Two hours later my friend Pableaux Johnson and I were eating lunch at Bozo's, one of my favorite places for fried seafood po-boys in New Orleans. Bozo's had moved from city to a nearby suburb Metairie about twenty years ago, and I hadn't been there in nearly that long, so we ordered a lot of food: gumbo, barbecued shrimp, oyster po'boy, shrimp po'boy, and a cheeseburger po'boy. I took a few bites of everything we ordered and-gasp-neither of us took the leftovers out of the restaurant. It was another small step for serious eater kind.
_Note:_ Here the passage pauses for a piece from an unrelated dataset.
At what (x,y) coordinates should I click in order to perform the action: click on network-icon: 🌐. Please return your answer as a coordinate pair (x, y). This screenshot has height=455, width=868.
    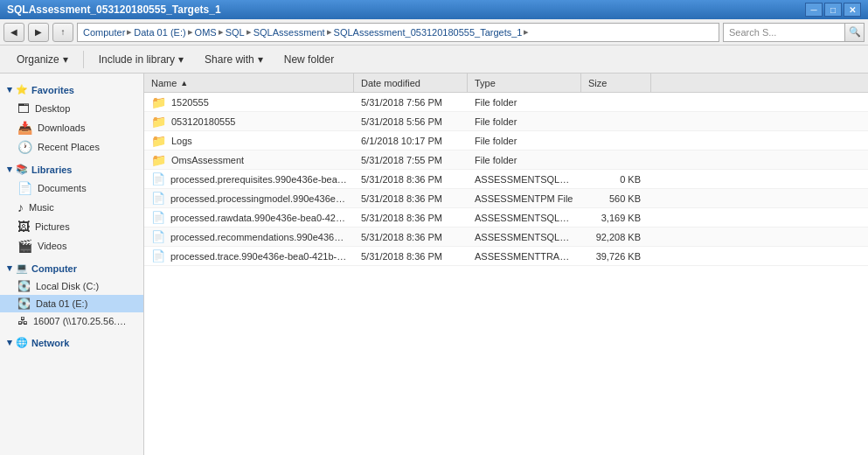
    Looking at the image, I should click on (22, 343).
On Saturday night I ate with my friend Lolis Eric Elie at the great Louisiana chef Donald Link's new Butcher Shop, where he serves seriously delicious sandwiches made with house-cured meats and sausages. We ordered a duck pastrami sandwich, a beef pastrami reuben, a muffaletta made entirely with housemade cold cuts, a pizzetta, and a couple of other tapas. Lolis needed those leftovers to fuel what was going to be a late night of writing, so he took all of our leftovers home.
Having at least temporarily licked my New Orleans leftover problem I resolved to also come to grips with my New Orleans final solution issue. Whenever I leave New Orleans I usually stop at some classic New Orleans spot on my way to the airport to pick up something to eat on the plane. I have eaten everything from ham biscuits with debris from Mother's to pecan pie and red beans and rice from the Camellia Grill on airplanes. Messy, maybe. Delicious, definitely.
This time I had the cab take me straight to the New Orleans airport without stopping. I bought two bananas at the airport. I don't know if I have licked my New Orleans leftover problem for good, but during this week of Passover it was good to find out that at least this time, this trip to New Orleans was not like all the others.
I of course took my trusty sidekick Thinner to New Orleans, so I knew that even with my new leftover regimen I had gained a pound or two there. But I have been ever vigilant the rest of the week. I was even really careful at my family's seder last night, though my sister-in-law Carol's brisket and matzo ball soup, and Vicky's matzo crunch and Lemon Nut Torte were seriously, seriously delicious. Between New Orleans and the seder, I would be happy with an even week. Here we go: 222.
I had lost a pound in New Orleans, probably a pound of leftovers happily left in the restaurants they were served in.